As a sidebar, I have little use for Manhattan. Fun to visit for a day or two, but you couldn’t pay me enough money to live there (or enough money to AFFORD living there.) As I was walking north to the Whitney, I forgot where Times Square was and so accidentally found myself in it. I generally try to be optimistic about the future of our country. However, I do sometimes have moments of panic in which I imagine our entire society collapsing, Rome-style. In the moment right before this happens though, my dystopian imagined-future looks something like Times Square smeared all over the country. Horrifying.
On the positive and lovely side however, I took a long detour through Central Park after I left the Whitney and before I stumbled into the Museum of Natural History. I’d been in the park before, but really only in the open parts with benches and meadows and things. There’s a whole chunk of it that’s foresty and natural-looking and that was really quite beautiful.
Chicago is still, hands-down, my favorite U.S. city, but NY has us beat in the giant-public-park category. Millennium Park doesn’t quite cut it. Particularly since aliens from the future landed there and set up a “band-stand.” I went into Central Park from the Whitney on the east side of the park (around 75th street) intending to walk south and wind up coming out the bottom of the park (59th). I got a little turned around though, and came out on the west side of the park near the Museum of Natural History (81st). So…I got a little turned around. But all for the best because I’d forgotten to look up where the Natural History museum was, so I wasn’t expecting to find it on purpose. And then voila! I only had about an hour to spend there before heading back down to meet up with Alyssa (near 39th) but I could have spent all day in there. I hung out in the African and Meso-American exhibits, with a little junket through the Native American tribes. So much beautiful art, and elaborately decorated artifacts, and fascinatingly weird magic/religious/fetish items. There was a wind-chime-looking thing made by a tribe from what is now the Congo, that was supposed to make it rain, because the dangly loops are supposed to look like falling rain drops. If you’re going to have magical superstitions, they might as well be poetic and creative.
There was also a bad-ass charm for made by another Congo-area tribe. The caption called it “Medicine for protection against forest spirits.” I thought it kind of looked like a necklace Free People might sell for a couple hundred bucks, but it sure is a lot more interesting-looking than any medicine I’ve ever seen.
Another accessory you probably wouldn’t see in Free People was a necklace (headband?) made out of dead birds, from someplace in a South American rainforest. Some of the birds are Honeycreepers, which I remember we had in the Nature Museum’s butterfly haven where I volunteered in Chicago. I liked them better alive, but they’re still pretty beautiful dead, I guess.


(Required work):
Should any entry hold a picture, omit that picture and copy the rest of the entry exactly.

### Source records ###

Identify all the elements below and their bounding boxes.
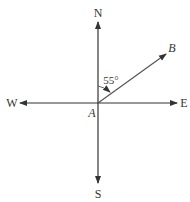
east-label: E (180, 96, 187, 110)
point-b-label: B (168, 41, 176, 55)
point-a-label: A (87, 106, 96, 120)
south-label: S (95, 187, 102, 201)
compass-diagram: N S E W A B 55° (0, 0, 190, 202)
west-label: W (6, 96, 18, 110)
north-label: N (94, 6, 103, 20)
angle-arc (98, 86, 110, 92)
angle-label: 55° (103, 74, 118, 86)
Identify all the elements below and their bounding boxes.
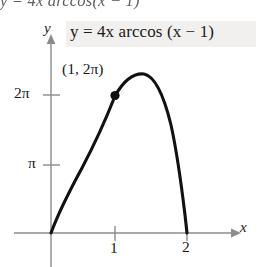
x-axis-label: x — [240, 219, 247, 236]
plot-canvas — [0, 0, 260, 267]
x-tick-label-2: 2 — [182, 238, 190, 256]
x-tick-label-1: 1 — [110, 239, 118, 257]
point-marker-dot — [110, 91, 119, 100]
y-tick-label-2pi: 2π — [14, 84, 30, 102]
y-axis-label: y — [44, 20, 51, 37]
function-graph-figure: y = 4x arccos(x − 1) y = 4x arccos (x − … — [0, 0, 260, 267]
y-tick-label-pi: π — [28, 154, 36, 172]
point-annotation-label: (1, 2π) — [62, 60, 103, 78]
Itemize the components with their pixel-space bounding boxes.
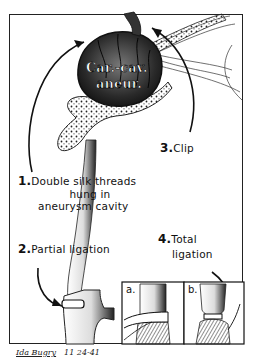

###

(Output of the task):
Identify all the elements below and their bounding boxes.
east-label: E (180, 96, 187, 110)
point-b-label: B (168, 41, 176, 55)
point-a-label: A (87, 106, 96, 120)
south-label: S (95, 187, 102, 201)
compass-diagram: N S E W A B 55° (0, 0, 190, 202)
west-label: W (6, 96, 18, 110)
north-label: N (94, 6, 103, 20)
angle-arc (98, 86, 110, 92)
angle-label: 55° (103, 74, 118, 86)
Identify all the elements below and their bounding boxes.
x-axis-label: x — [240, 219, 247, 236]
plot-canvas — [0, 0, 260, 267]
x-tick-label-2: 2 — [182, 238, 190, 256]
x-tick-label-1: 1 — [110, 239, 118, 257]
point-marker-dot — [110, 91, 119, 100]
y-tick-label-2pi: 2π — [14, 84, 30, 102]
y-axis-label: y — [44, 20, 51, 37]
function-graph-figure: y = 4x arccos(x − 1) y = 4x arccos (x − … — [0, 0, 260, 267]
y-tick-label-pi: π — [28, 154, 36, 172]
point-annotation-label: (1, 2π) — [62, 60, 103, 78]
Itemize the components with their pixel-space bounding boxes.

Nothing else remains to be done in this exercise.